Ayatollah Ali Khamenei is on bed rest and under observation by a team of doctors, according to four people familiar with his health situation.
Sept. 16, 2022
Iran’s supreme leader, Ayatollah Ali Khamenei, canceled all meetings and public appearances last week after falling gravely ill and is currently on bed rest under observation by a team of doctors, according to four people familiar with his health situation.
Ayatollah Khamenei, 83, had surgery sometime last week for bowel obstruction after suffering extreme stomach pains and high fever, one of the people said. The four people, two of whom are based in Iran, including one who has close ties with the country’s Revolutionary Guards, requested anonymity for discussing a sensitive issue like Ayatollah Khamenei’s health.
Ayatollah Khamenei underwent the surgery at a clinic set up at his home and office complex and is being monitored around the clock by a team of doctors, the person familiar with the operation said. The ayatollah’s condition was considered critical last week but has improved, and he is currently resting, the person said. His doctors remain concerned that he is too weak to even sit up in bed.
As supreme leader, Ayatollah Khamenei wields huge authority in Iran and would be the final arbiter on issues like the nuclear deal that is currently being negotiated with the United States. A former president of Iran and protégé of Ayatollah Ruhollah Khomeini, the founder of the revolution that led to the creation of the Islamic Republic of Iran in 1979, Ayatollah Khamenei assumed the position of the country’s top religious, political and military authority in 1989.
The Tasnim news agency, affiliated with the Revolutionary Guards, posted a brief item on Friday saying that the ayatollah would attend a religious ceremony with university students on Saturday. But it wasn’t clear if it would take place, given his health.
Ayatollah Khamenei traveled to the religious city of Mashhad about two weeks ago to perform a ritual known as dust cleaning at the Imam Reza shrine in Mashhad. He went into a secluded area of the shrine, cleaned it and placed his head on a tombstone in a sign of prayer and submission. A photo of him at the shrine was published by Iranian media.
Ayatollah Khamenei told the people traveling with him that it might be his last time at the shrine, given his age, according to one of the four people, who was familiar with the details of his trip. He got sick soon after arriving back in Tehran, and his situation deteriorated over the past week, the person said.
His office canceled all meetings last week and also an important annual meeting with the Assembly of Experts — the body that will decide his replacement once he dies — on Sept. 6 because he was too ill to sit up, according to four people familiar with his health condition.
A member of the Assembly of Experts, Hashem Hashemzadeh Harissi, told an Iranian newspaper that “in this round, unlike previous rounds, the members of the Assembly of Experts did not meet with the supreme leader” because it would “be a heavy burden on him.”
While Ayatollah Khamenei’s situation prompted some speculation in Iran and among opposition groups outside the country in recent days that he had died, the country’s president, Ebrahim Raisi, traveled to Uzbekistan for a regional security meeting, and analysts said he would probably have canceled his trip if the ayatollah’s life had been in danger. Mr. Raisi is also scheduled to travel to New York for the United Nations General Assembly, where he will be speaking on Wednesday.
Iran usually does not comment publicly on Ayatollah Khamenei’s health. But in 2014, he underwent prostate surgery, and his recovery was widely covered in the official media.
Iran’s United Nations mission in New York said it could not immediately comment without getting approval from Tehran.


WHAT IS BEING ASKED ->
Write the entries out again exactly as they stand, but without the pictures.

+++ WORKING DATA

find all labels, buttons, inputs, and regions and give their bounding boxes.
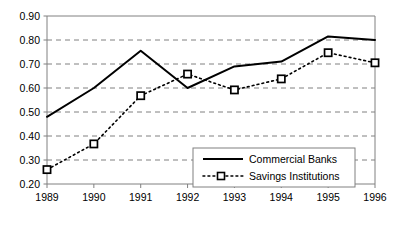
data-point-marker <box>325 49 332 56</box>
data-point-marker <box>137 92 144 99</box>
y-axis-tick-label: 0.20 <box>20 178 41 190</box>
x-axis-labels-group: 19891990199119921993199419951996 <box>35 191 387 203</box>
x-axis-tick-label: 1990 <box>82 191 106 203</box>
data-point-marker <box>231 86 238 93</box>
legend-marker-savings-institutions <box>218 173 225 180</box>
x-axis-tick-label: 1992 <box>176 191 200 203</box>
legend-label-savings-institutions: Savings Institutions <box>249 170 339 182</box>
x-axis-tick-label: 1993 <box>223 191 247 203</box>
data-point-marker <box>184 70 191 77</box>
y-axis-tick-label: 0.80 <box>20 34 41 46</box>
y-axis-tick-label: 0.70 <box>20 58 41 70</box>
line-chart: 0.900.800.700.600.500.400.300.20 1989199… <box>0 0 401 233</box>
chart-legend: Commercial Banks Savings Institutions <box>193 148 355 187</box>
x-axis-tick-label: 1989 <box>35 191 59 203</box>
y-axis-tick-label: 0.50 <box>20 106 41 118</box>
data-point-marker <box>90 140 97 147</box>
legend-label-commercial-banks: Commercial Banks <box>249 153 337 165</box>
y-axis-ticks-group <box>44 16 48 184</box>
y-axis-tick-label: 0.40 <box>20 130 41 142</box>
x-axis-tick-label: 1996 <box>363 191 387 203</box>
data-point-marker <box>43 166 50 173</box>
x-axis-tick-label: 1995 <box>316 191 340 203</box>
y-axis-tick-label: 0.60 <box>20 82 41 94</box>
y-axis-labels-group: 0.900.800.700.600.500.400.300.20 <box>20 10 41 190</box>
data-point-marker <box>278 75 285 82</box>
chart-container: 0.900.800.700.600.500.400.300.20 1989199… <box>0 0 401 233</box>
x-axis-tick-label: 1994 <box>270 191 294 203</box>
y-axis-tick-label: 0.90 <box>20 10 41 22</box>
y-axis-tick-label: 0.30 <box>20 154 41 166</box>
x-axis-tick-label: 1991 <box>129 191 153 203</box>
data-point-marker <box>371 59 378 66</box>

++++++

RESULT ->
find all labels, buttons, inputs, and regions and give their bounding boxes.
data-point-marker <box>325 49 332 56</box>
data-point-marker <box>137 92 144 99</box>
y-axis-tick-label: 0.20 <box>20 178 41 190</box>
x-axis-labels-group: 19891990199119921993199419951996 <box>35 191 387 203</box>
x-axis-tick-label: 1990 <box>82 191 106 203</box>
data-point-marker <box>231 86 238 93</box>
legend-marker-savings-institutions <box>218 173 225 180</box>
x-axis-tick-label: 1992 <box>176 191 200 203</box>
legend-label-savings-institutions: Savings Institutions <box>249 170 339 182</box>
x-axis-tick-label: 1993 <box>223 191 247 203</box>
data-point-marker <box>184 70 191 77</box>
y-axis-tick-label: 0.80 <box>20 34 41 46</box>
y-axis-tick-label: 0.70 <box>20 58 41 70</box>
line-chart: 0.900.800.700.600.500.400.300.20 1989199… <box>0 0 401 233</box>
chart-legend: Commercial Banks Savings Institutions <box>193 148 355 187</box>
x-axis-tick-label: 1989 <box>35 191 59 203</box>
y-axis-tick-label: 0.50 <box>20 106 41 118</box>
data-point-marker <box>90 140 97 147</box>
legend-label-commercial-banks: Commercial Banks <box>249 153 337 165</box>
y-axis-ticks-group <box>44 16 48 184</box>
y-axis-tick-label: 0.40 <box>20 130 41 142</box>
x-axis-tick-label: 1996 <box>363 191 387 203</box>
data-point-marker <box>43 166 50 173</box>
x-axis-tick-label: 1995 <box>316 191 340 203</box>
y-axis-tick-label: 0.60 <box>20 82 41 94</box>
y-axis-labels-group: 0.900.800.700.600.500.400.300.20 <box>20 10 41 190</box>
data-point-marker <box>278 75 285 82</box>
chart-container: 0.900.800.700.600.500.400.300.20 1989199… <box>0 0 401 233</box>
x-axis-tick-label: 1994 <box>270 191 294 203</box>
y-axis-tick-label: 0.90 <box>20 10 41 22</box>
y-axis-tick-label: 0.30 <box>20 154 41 166</box>
x-axis-tick-label: 1991 <box>129 191 153 203</box>
data-point-marker <box>371 59 378 66</box>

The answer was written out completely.